The Hill is bringing it up. Not exactly a rightwing web site... lol....
https://thehill.com/opinion/white-house/3714038-is-a-25th-amendment-removal-in-joe-bidens-future/
All those efforts went nowhere. Yes, Trump can be unpredictable, moody, temperamental, undisciplined and occasionally downright crude, according to those who served under him. But I know several people who claim similar characteristics for their bosses.
Biden’s issues are substantively different. We frequently see him, after he has delivered a speech, wander off as if he doesn’t know where he is or where he’s supposed to go. Someone hurries over and takes his arm and points him in the right direction.
At times he’s lucid and in control, but at other times he seems baffled and confused. It’s not unusual to see this behavior in older people, and Biden turns 80 this month.
While many 80-plus seniors are still intellectually vigorous – famed lawyer Alan Dershowitz, for example, is 84 and still an intellectual powerhouse – Biden isn’t your average senior. He’s the president of the United States with two more years in office, and he’s hinting he wants four more years after that. If that is indeed mental decline we’re seeing, it will likely get worse.
So how would a 25th Amendment removal work? The amendment was proposed by Congress in 1965 and ratified by the states in 1967. While Article II, Section I, Clause 6 of the U.S. Constitution says the vice president will assume the “powers and duties” of the presidency in the event of the president’s “inability” to serve, it doesn’t define what inability means.
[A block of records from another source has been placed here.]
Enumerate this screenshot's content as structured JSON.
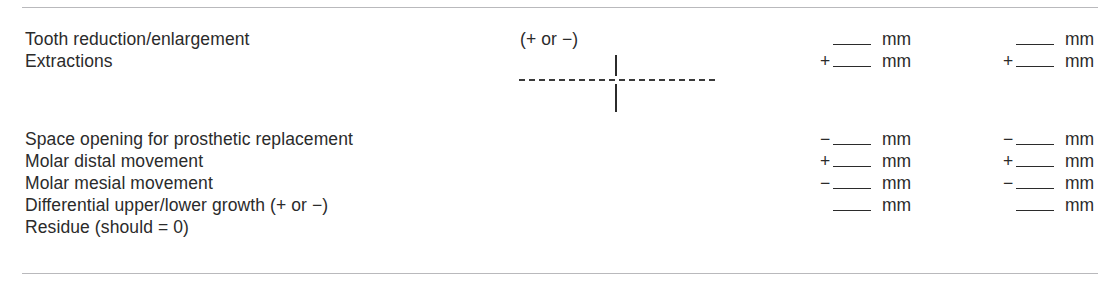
{
  "form": {
    "rules": {
      "top_label": "top-divider",
      "bottom_label": "bottom-divider"
    },
    "group_a": {
      "rows": [
        {
          "label": "Tooth reduction/enlargement",
          "note": "(+ or −)",
          "col3_sign": "",
          "col3_unit": "mm",
          "col4_sign": "",
          "col4_unit": "mm"
        },
        {
          "label": "Extractions",
          "note": "",
          "col3_sign": "+",
          "col3_unit": "mm",
          "col4_sign": "+",
          "col4_unit": "mm"
        }
      ]
    },
    "group_b": {
      "rows": [
        {
          "label": "Space opening for prosthetic replacement",
          "col3_sign": "−",
          "col3_unit": "mm",
          "col4_sign": "−",
          "col4_unit": "mm"
        },
        {
          "label": "Molar distal movement",
          "col3_sign": "+",
          "col3_unit": "mm",
          "col4_sign": "+",
          "col4_unit": "mm"
        },
        {
          "label": "Molar mesial movement",
          "col3_sign": "−",
          "col3_unit": "mm",
          "col4_sign": "−",
          "col4_unit": "mm"
        },
        {
          "label": "Differential upper/lower growth (+ or −)",
          "col3_sign": "",
          "col3_unit": "mm",
          "col4_sign": "",
          "col4_unit": "mm"
        },
        {
          "label": "Residue (should = 0)",
          "col3_sign": "",
          "col3_unit": "",
          "col4_sign": "",
          "col4_unit": ""
        }
      ]
    },
    "cross_figure": {
      "name": "axis-cross-diagram"
    },
    "colors": {
      "text": "#2b2b2b",
      "rule": "#b9b9bc",
      "background": "#ffffff"
    }
  }
}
President Eisenhower had a number of health issues, so he and then-Vice President Nixon worked out an arrangement for when Nixon might need to take charge.
https://thehill.com/opinion/white-house/3714038-is-a-25th-amendment-removal-in-joe-bidens-future/
All those efforts went nowhere. Yes, Trump can be unpredictable, moody, temperamental, undisciplined and occasionally downright crude, according to those who served under him. But I know several people who claim similar characteristics for their bosses.
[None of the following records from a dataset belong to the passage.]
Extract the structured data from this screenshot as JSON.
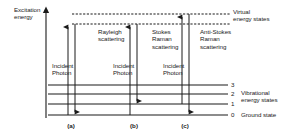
{
  "figure": {
    "axis_label": "Excitation\nenergy",
    "virtual_states_label": "Virtual\nenergy states",
    "vibrational_states_label": "Vibrational\nenergy states",
    "ground_state_label": "Ground state",
    "incident_photon_label": "Incident\nPhoton",
    "line_color": "#1a1a1a",
    "text_color": "#1a1a1a",
    "background_color": "#ffffff"
  },
  "levels": [
    {
      "number": "3",
      "y": 85
    },
    {
      "number": "2",
      "y": 94
    },
    {
      "number": "1",
      "y": 104
    },
    {
      "number": "0",
      "y": 115
    }
  ],
  "virtual_lines": [
    {
      "name": "upper-virtual-line",
      "y": 14
    },
    {
      "name": "lower-virtual-line",
      "y": 24
    }
  ],
  "processes": [
    {
      "key": "a",
      "panel_label": "(a)",
      "name": "Rayleigh scattering",
      "caption": "Rayleigh\nscattering",
      "incident_label": "Incident\nPhoton",
      "up_arrow": {
        "x": 68,
        "from_y": 115,
        "to_y": 24
      },
      "down_arrow": {
        "x": 75,
        "from_y": 24,
        "to_y": 115
      },
      "panel_x": 71
    },
    {
      "key": "b",
      "panel_label": "(b)",
      "name": "Stokes Raman scattering",
      "caption": "Stokes\nRaman\nscattering",
      "incident_label": "Incident\nPhoton",
      "up_arrow": {
        "x": 130,
        "from_y": 115,
        "to_y": 24
      },
      "down_arrow": {
        "x": 137,
        "from_y": 24,
        "to_y": 104
      },
      "panel_x": 134
    },
    {
      "key": "c",
      "panel_label": "(c)",
      "name": "Anti-Stokes Raman scattering",
      "caption": "Anti-Stokes\nRaman\nscattering",
      "incident_label": "Incident\nPhoton",
      "up_arrow": {
        "x": 182,
        "from_y": 104,
        "to_y": 14
      },
      "down_arrow": {
        "x": 189,
        "from_y": 14,
        "to_y": 115
      },
      "panel_x": 185
    }
  ],
  "geometry": {
    "axis_x": 46,
    "axis_top_y": 8,
    "axis_bottom_y": 118,
    "level_line_x1": 48,
    "level_line_x2": 228,
    "virtual_line_x1": 72,
    "virtual_line_x2": 230
  }
}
Biden’s issues are substantively different. We frequently see him, after he has delivered a speech, wander off as if he doesn’t know where he is or where he’s supposed to go. Someone hurries over and takes his arm and points him in the right direction.
At times he’s lucid and in control, but at other times he seems baffled and confused. It’s not unusual to see this behavior in older people, and Biden turns 80 this month.
While many 80-plus seniors are still intellectually vigorous – famed lawyer Alan Dershowitz, for example, is 84 and still an intellectual powerhouse – Biden isn’t your average senior. He’s the president of the United States with two more years in office, and he’s hinting he wants four more years after that. If that is indeed mental decline we’re seeing, it will likely get worse.
So how would a 25th Amendment removal work? The amendment was proposed by Congress in 1965 and ratified by the states in 1967. While Article II, Section I, Clause 6 of the U.S. Constitution says the vice president will assume the “powers and duties” of the presidency in the event of the president’s “inability” to serve, it doesn’t define what inability means. President Eisenhower had a number of health issues, so he and then-Vice President Nixon worked out an arrangement for when Nixon might need to take charge.